Aris pushed himself up. “You’re right. You do.”

“And so do you!” She sounded almost angry.

“I hope so. I used to think so, but—”

“But you’ve been listening to them. To him.”

Aris shook his head. “No—it’s not that. I think—I think Father Gird saw things from his own side—as a peasant—and so for peasant-born it’s a little easier to catch his vision. It all fits. When I try to think like you, I see it clearly, but when I try to see it like Lady Dorhaniya, or Luap, I see other possibilities. Gird didn’t have any reason to trust magery; even with me, he wished my healing would work some other way. He had no place for magery in his mind, no place it would serve the dream and not harm it. He agreed my healing was good, but he would not have agreed that being able to lift stones by magery was good. He would think how they could be used to hurt people. What I know is how much the magery hurts if you don’t use it. Again, he understood that about my healing power, but I don’t think he realized that it’s true of any magery. It’s like—suppose someone said to you, ‘Don’t lead. Don’t learn. Don’t question anything.’ ”

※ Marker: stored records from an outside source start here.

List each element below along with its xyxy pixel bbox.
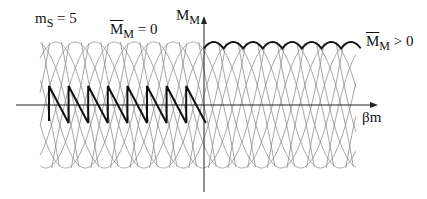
- mbar-positive-label: MM > 0: [366, 34, 413, 49]
- mbar-pos-value: > 0: [390, 33, 413, 49]
- diagram-canvas: [0, 0, 427, 199]
- ms-label-main: m: [35, 10, 47, 26]
- x-axis-label-main: βm: [362, 109, 381, 125]
- ms-label: mS = 5: [35, 11, 77, 26]
- mbar-pos-main: M: [366, 33, 379, 49]
- mbar-zero-sub: M: [123, 27, 134, 41]
- x-axis-label: βm: [362, 110, 381, 125]
- x-axis-arrow-icon: [370, 102, 378, 108]
- mbar-zero-value: = 0: [134, 21, 157, 37]
- ms-label-value: = 5: [53, 10, 76, 26]
- mbar-zero-label: MM = 0: [110, 22, 157, 37]
- y-axis-label: MM: [176, 8, 200, 23]
- y-axis-arrow-icon: [201, 16, 207, 24]
- y-axis-label-sub: M: [189, 13, 200, 27]
- ms-label-sub: S: [47, 16, 54, 30]
- y-axis-label-main: M: [176, 7, 189, 23]
- mbar-zero-main: M: [110, 21, 123, 37]
- mbar-pos-sub: M: [379, 39, 390, 53]
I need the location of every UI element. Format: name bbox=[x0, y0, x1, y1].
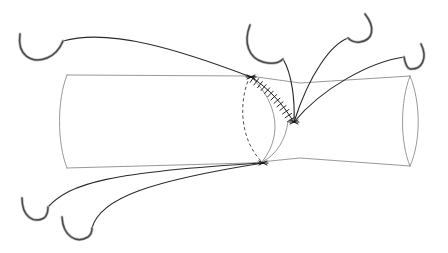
needle-lower-left-a-shadow bbox=[22, 198, 48, 220]
suture-threads-group bbox=[48, 37, 404, 228]
needle-upper-left: curved surgical needle, upper left bbox=[20, 34, 63, 60]
anchor-knots-group bbox=[246, 75, 299, 165]
tube-right-cap bbox=[410, 76, 418, 166]
thread-upper-right-a bbox=[294, 38, 348, 122]
tube-right-cap-inner bbox=[403, 76, 411, 166]
thread-upper-right-b bbox=[294, 57, 404, 122]
needle-mid-upper-shadow bbox=[247, 25, 283, 63]
tube-left-cap bbox=[60, 75, 68, 168]
surgical-needles-group: curved surgical needle, upper leftcurved… bbox=[20, 14, 424, 240]
surgical-diagram-canvas: Surgical anastomosis suture diagram curv… bbox=[0, 0, 448, 253]
tube-top-edge bbox=[67, 75, 410, 83]
thread-lower-left-b bbox=[92, 163, 263, 228]
tube-group bbox=[60, 75, 419, 168]
hidden-rim-dashed-arc bbox=[243, 76, 262, 162]
needle-lower-left-b-shadow bbox=[62, 217, 92, 240]
anastomosis-illustration: Surgical anastomosis suture diagram curv… bbox=[0, 0, 448, 253]
upper-anchor-knot bbox=[246, 75, 256, 79]
cross-section-group bbox=[243, 76, 288, 162]
thread-upper-left bbox=[63, 37, 251, 77]
needle-far-right: curved surgical needle, far right bbox=[404, 44, 424, 69]
needle-upper-right: curved surgical needle, upper right bbox=[348, 14, 372, 42]
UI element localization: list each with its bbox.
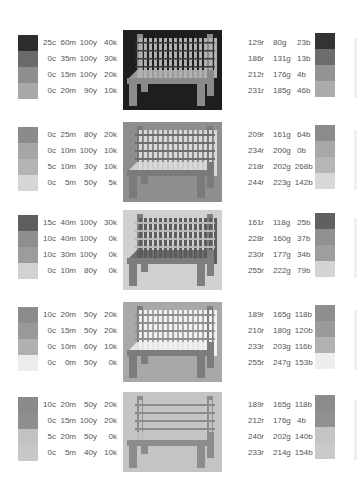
rgb-values: 189r165g118b212r176g4b240r202g140b233r21… <box>248 397 312 461</box>
cmyk-k-value: 0k <box>97 355 117 371</box>
cmyk-k-value: 30k <box>97 215 117 231</box>
cmyk-row: 0c20m90y10k <box>42 83 122 99</box>
rgb-b-value: 64b <box>293 127 312 143</box>
rgb-b-value: 25b <box>293 215 312 231</box>
rgb-swatch-column <box>315 125 335 189</box>
rgb-row: 255r247g153b <box>248 355 312 371</box>
cmyk-row: 0c0m50y0k <box>42 355 122 371</box>
cmyk-k-value: 20k <box>97 127 117 143</box>
cmyk-y-value: 80y <box>76 127 97 143</box>
cmyk-c-value: 15c <box>42 215 56 231</box>
rgb-r-value: 209r <box>248 127 264 143</box>
color-section-3: 15c40m100y30k10c40m100y0k10c30m100y0k0c1… <box>0 210 357 290</box>
cmyk-c-value: 10c <box>42 231 56 247</box>
cmyk-k-value: 0k <box>97 263 117 279</box>
rgb-r-value: 231r <box>248 83 264 99</box>
cmyk-m-value: 15m <box>56 67 76 83</box>
cmyk-y-value: 60y <box>76 339 97 355</box>
rgb-g-value: 80g <box>264 35 293 51</box>
cmyk-swatch-column <box>18 307 38 371</box>
color-swatch <box>315 125 335 141</box>
cmyk-y-value: 100y <box>76 231 97 247</box>
cmyk-y-value: 30y <box>76 159 97 175</box>
color-swatch <box>315 65 335 81</box>
rgb-r-value: 244r <box>248 175 264 191</box>
rgb-g-value: 200g <box>264 143 293 159</box>
rgb-b-value: 46b <box>293 83 312 99</box>
rgb-r-value: 129r <box>248 35 264 51</box>
rgb-swatch-column <box>315 305 335 369</box>
rgb-g-value: 214g <box>264 445 291 461</box>
cmyk-c-value: 5c <box>42 159 56 175</box>
color-swatch <box>18 355 38 371</box>
cmyk-row: 10c20m50y20k <box>42 307 122 323</box>
cmyk-k-value: 0k <box>97 429 117 445</box>
cmyk-m-value: 15m <box>56 413 76 429</box>
cmyk-k-value: 10k <box>97 143 117 159</box>
rgb-g-value: 131g <box>264 51 293 67</box>
cmyk-y-value: 100y <box>76 247 97 263</box>
rgb-r-value: 189r <box>248 307 264 323</box>
color-swatch <box>315 261 335 277</box>
cmyk-c-value: 0c <box>42 127 56 143</box>
cmyk-m-value: 10m <box>56 143 76 159</box>
cmyk-m-value: 15m <box>56 323 76 339</box>
cmyk-c-value: 25c <box>42 35 56 51</box>
color-swatch <box>18 83 38 99</box>
cmyk-m-value: 20m <box>56 397 76 413</box>
rgb-r-value: 189r <box>248 397 264 413</box>
cmyk-row: 0c35m100y30k <box>42 51 122 67</box>
rgb-b-value: 268b <box>291 159 313 175</box>
color-swatch <box>18 51 38 67</box>
bench-illustration <box>123 30 222 110</box>
cmyk-y-value: 100y <box>76 413 97 429</box>
rgb-b-value: 0b <box>293 143 312 159</box>
cmyk-k-value: 10k <box>97 159 117 175</box>
rgb-row: 234r200g0b <box>248 143 312 159</box>
rgb-r-value: 212r <box>248 413 264 429</box>
rgb-b-value: 13b <box>293 51 312 67</box>
rgb-r-value: 255r <box>248 355 264 371</box>
color-section-4: 10c20m50y20k0c15m50y20k0c10m60y10k0c0m50… <box>0 302 357 382</box>
rgb-r-value: 212r <box>248 67 264 83</box>
rgb-row: 210r180g120b <box>248 323 312 339</box>
color-swatch <box>18 175 38 191</box>
cmyk-values: 15c40m100y30k10c40m100y0k10c30m100y0k0c1… <box>42 215 122 279</box>
cmyk-row: 0c15m50y20k <box>42 323 122 339</box>
cmyk-k-value: 10k <box>97 339 117 355</box>
rgb-row: 240r202g140b <box>248 429 312 445</box>
rgb-values: 129r80g23b186r131g13b212r176g4b231r185g4… <box>248 35 312 99</box>
cmyk-c-value: 10c <box>42 307 56 323</box>
cmyk-k-value: 30k <box>97 51 117 67</box>
rgb-b-value: 118b <box>291 307 312 323</box>
cmyk-c-value: 0c <box>42 323 56 339</box>
cmyk-values: 0c25m80y20k0c10m100y10k5c10m30y10k0c5m50… <box>42 127 122 191</box>
color-swatch <box>18 429 38 445</box>
cmyk-c-value: 0c <box>42 445 56 461</box>
rgb-r-value: 186r <box>248 51 264 67</box>
cmyk-k-value: 10k <box>97 445 117 461</box>
rgb-r-value: 233r <box>248 445 264 461</box>
cmyk-m-value: 60m <box>56 35 76 51</box>
rgb-r-value: 234r <box>248 143 264 159</box>
rgb-b-value: 116b <box>291 339 312 355</box>
bench-illustration <box>123 210 222 290</box>
rgb-row: 218r202g268b <box>248 159 312 175</box>
rgb-r-value: 255r <box>248 263 264 279</box>
rgb-b-value: 34b <box>293 247 312 263</box>
cmyk-row: 0c5m40y10k <box>42 445 122 461</box>
cmyk-c-value: 0c <box>42 263 56 279</box>
rgb-values: 209r161g64b234r200g0b218r202g268b244r223… <box>248 127 312 191</box>
color-swatch <box>18 159 38 175</box>
color-swatch <box>315 321 335 337</box>
rgb-swatch-column <box>315 395 335 459</box>
rgb-r-value: 218r <box>248 159 264 175</box>
cmyk-swatch-column <box>18 127 38 191</box>
color-swatch <box>315 395 335 411</box>
rgb-row: 186r131g13b <box>248 51 312 67</box>
color-swatch <box>18 35 38 51</box>
rgb-row: 231r185g46b <box>248 83 312 99</box>
cmyk-row: 0c25m80y20k <box>42 127 122 143</box>
rgb-g-value: 161g <box>264 127 293 143</box>
color-swatch <box>315 213 335 229</box>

Seri had been scowling, but at the last her face changed expression. “No one could tell me that! I have to, it’s the way the gods made me—”

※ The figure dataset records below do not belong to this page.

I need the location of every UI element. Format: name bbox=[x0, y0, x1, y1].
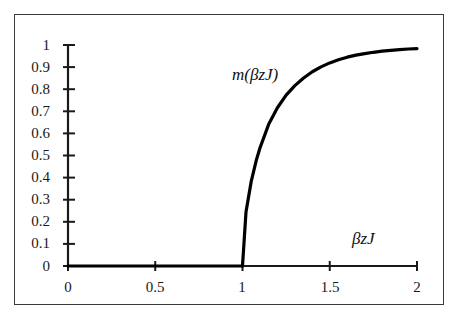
y-tick-label: 0 bbox=[6, 259, 50, 274]
chart-plot bbox=[0, 0, 460, 322]
x-tick-label: 2 bbox=[397, 280, 437, 295]
y-tick-label: 0.1 bbox=[6, 236, 50, 251]
y-tick-label: 0.8 bbox=[6, 82, 50, 97]
y-tick-label: 0.3 bbox=[6, 192, 50, 207]
x-tick-label: 1.5 bbox=[310, 280, 350, 295]
y-tick-label: 0.2 bbox=[6, 214, 50, 229]
y-tick-label: 0.9 bbox=[6, 60, 50, 75]
x-tick-label: 0.5 bbox=[135, 280, 175, 295]
figure-container: 1 0.9 0.8 0.7 0.6 0.5 0.4 0.3 0.2 0.1 0 … bbox=[0, 0, 460, 322]
x-tick-label: 1 bbox=[222, 280, 262, 295]
y-tick-label: 0.6 bbox=[6, 126, 50, 141]
y-tick-label: 0.7 bbox=[6, 104, 50, 119]
x-tick-label: 0 bbox=[48, 280, 88, 295]
y-tick-label: 1 bbox=[6, 38, 50, 53]
y-tick-label: 0.4 bbox=[6, 170, 50, 185]
curve-label: m(βzJ) bbox=[232, 66, 278, 83]
y-tick-label: 0.5 bbox=[6, 148, 50, 163]
x-axis-label: βzJ bbox=[352, 230, 375, 247]
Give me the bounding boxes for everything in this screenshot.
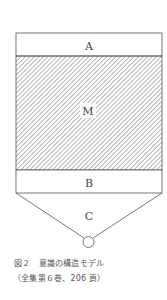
label-a: A xyxy=(84,40,94,53)
label-b: B xyxy=(85,177,93,190)
figure-caption-title: 図２ 意識の構造モデル xyxy=(14,257,104,268)
funnel-c-right xyxy=(93,193,162,238)
origin-circle xyxy=(83,237,94,248)
figure-caption-source: （全集第６巻、206 頁） xyxy=(13,272,105,283)
label-m: M xyxy=(82,105,93,118)
label-c: C xyxy=(85,210,93,223)
funnel-c xyxy=(16,193,84,238)
consciousness-structure-diagram: A M B C xyxy=(0,0,167,300)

“Yes, and the mageborn who have magery are that way, just as you are eager to learn, curious about everything, quick to lead. Remember our childhood? You got whacked with a spoon often enough for being—what did the old cook say?—nosy, bossy, always asking questions. You couldn’t help it, but what do you think it would’ve felt like if you’d tried to change?”

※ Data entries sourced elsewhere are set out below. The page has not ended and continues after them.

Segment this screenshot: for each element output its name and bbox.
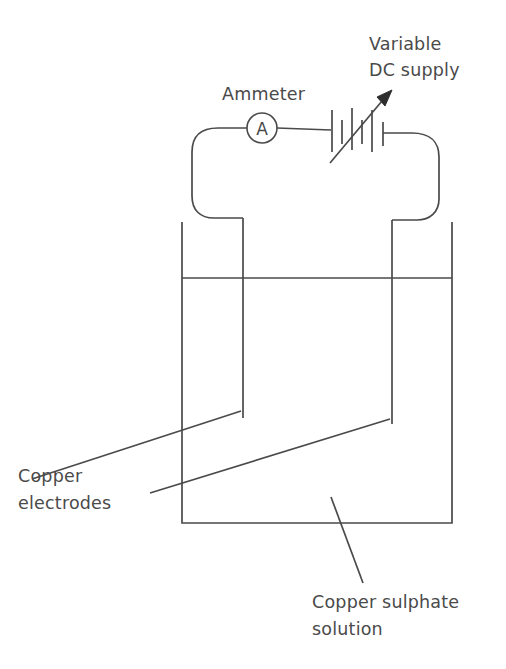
leader-line-right-electrode	[150, 419, 390, 493]
dc-supply-label-line1: Variable	[369, 34, 441, 54]
electrolysis-diagram: A	[0, 0, 506, 669]
dc-supply-label-line2: DC supply	[369, 60, 460, 80]
ammeter-to-battery-wire	[277, 128, 331, 130]
beaker-outline	[182, 222, 452, 523]
copper-electrodes-label-line2: electrodes	[18, 493, 111, 513]
diagram-canvas: A	[0, 0, 506, 669]
copper-sulphate-label-line2: solution	[312, 619, 383, 639]
copper-sulphate-label-line1: Copper sulphate	[312, 592, 459, 612]
variable-arrow-shaft	[330, 101, 382, 163]
beaker-icon	[182, 222, 452, 523]
copper-electrodes-label-line1: Copper	[18, 466, 83, 486]
right-circuit-wire	[383, 133, 439, 220]
leader-line-solution	[331, 497, 363, 583]
left-circuit-wire	[192, 128, 247, 218]
ammeter-symbol-letter: A	[256, 119, 268, 139]
ammeter-label: Ammeter	[222, 84, 306, 104]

“I suppose . . . I’d have felt trapped, like a wild animal tied in a barn. Ugh!” She shivered. “Why did you have to say that? I don’t like to think about it.”

“But when I tried not to heal, you said you understood. . . .”

“I knew you were unhappy, and I knew you would never do anything wicked, Aris, but I didn’t imagine—gods forgive me, but I didn’t really think what it might be like. I was thinking of the people who needed you, that you could heal.” She leaned against him, as she had in childhood. “I’m sorry, Ari. It just never occurred to me.”

“It’s all right.” He leaned back, comforted by her presence, by the familiar warmth and smell of her. “But can you try to understand, now, why it’s so hard for the mageborn who have those talents to leave them unused?”

“I suppose.” The doubt in her voice had no real solidity; he knew he had won his argument. He waited. In a few moments, she spoke again, slowly, thinking it out aloud. “And I suppose it’s as bad—or worse—for Luap. Is that what you’re saying? He’s a king’s son by birth, but he never got to be a king’s son. They didn’t know he had the magery; he never had training in its use. Yet he has it, and it’s as restless in him as your healing is in you, or my curiosity is in me. I wonder if the royal magery would be stronger?”

“Arranha says it is, that when it comes it either comes in full or not at all—and that Luap has it. I don’t think Gird ever knew how hard it was for Luap, or recognized how determined Luap was to be loyal to Gird.” He felt Seri shift against his side, and then relax again.

“I suppose,” she said again. “I would think that for Gird—but then, Gird never asked me to do anything but be what I am.”